Near TLV Terminal 3 departures, KSP covers last-minute tech gaps.
KSP in Terminal 3 sits airside in the main duty free zone, so you hit it after security and passport control, not landside. It runs long hours aligned with international departures, which at Ben Gurion often means late-night and early-morning flights. If you realize at 02:00 that your charger is missing, this is one of the few spots still open with electronics on the shelf.

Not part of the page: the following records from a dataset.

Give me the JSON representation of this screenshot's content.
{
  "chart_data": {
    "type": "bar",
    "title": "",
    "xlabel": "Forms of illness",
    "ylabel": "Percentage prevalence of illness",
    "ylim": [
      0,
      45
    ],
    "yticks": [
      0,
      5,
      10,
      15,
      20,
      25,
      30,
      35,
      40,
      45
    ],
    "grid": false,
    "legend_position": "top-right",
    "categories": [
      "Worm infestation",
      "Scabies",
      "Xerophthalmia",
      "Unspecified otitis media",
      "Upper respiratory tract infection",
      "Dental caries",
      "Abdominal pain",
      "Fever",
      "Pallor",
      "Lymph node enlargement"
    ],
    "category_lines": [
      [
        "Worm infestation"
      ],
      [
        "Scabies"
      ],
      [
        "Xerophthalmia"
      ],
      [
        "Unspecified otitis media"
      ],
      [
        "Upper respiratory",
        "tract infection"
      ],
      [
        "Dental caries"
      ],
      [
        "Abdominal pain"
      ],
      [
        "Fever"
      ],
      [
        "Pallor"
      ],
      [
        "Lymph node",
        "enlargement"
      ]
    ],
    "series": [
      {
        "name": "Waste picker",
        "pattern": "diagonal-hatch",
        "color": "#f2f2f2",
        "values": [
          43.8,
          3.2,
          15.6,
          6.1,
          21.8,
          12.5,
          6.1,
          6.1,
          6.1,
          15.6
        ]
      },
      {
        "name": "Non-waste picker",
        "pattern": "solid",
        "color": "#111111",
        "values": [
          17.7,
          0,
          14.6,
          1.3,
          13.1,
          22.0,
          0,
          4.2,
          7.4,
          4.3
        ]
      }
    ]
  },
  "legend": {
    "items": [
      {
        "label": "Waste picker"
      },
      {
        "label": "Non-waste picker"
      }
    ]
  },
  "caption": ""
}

The store focuses on practical tech: cables, power banks, basic headphones, travel adapters, keyboards, and small peripherals tied to Israeli standards and 220V power. Prices track closer to regular KSP street pricing in Israel than typical airport markups, but you still pay a bit more than in a city branch. You won’t find full-size laptops in depth here, but you can usually grab mice, SD cards, and basic accessories fast.
Inventory is tuned to short-stay fixes for Terminal 3 passengers, not long browsing sessions. Expect a decent range of USB-C and Lightning cables, wall plugs that fit EU and UK sockets, and power banks that comply with airline battery rules. Staff swap stock frequently around peak departure waves for El Al and other long-haul carriers, so if something’s missing, ask; it may be in the back, not on the front rack.
Practical tip: check your cables and adapter type before leaving your gate area; if anything’s off, KSP in Terminal 3 is the quickest electronics stop before you board.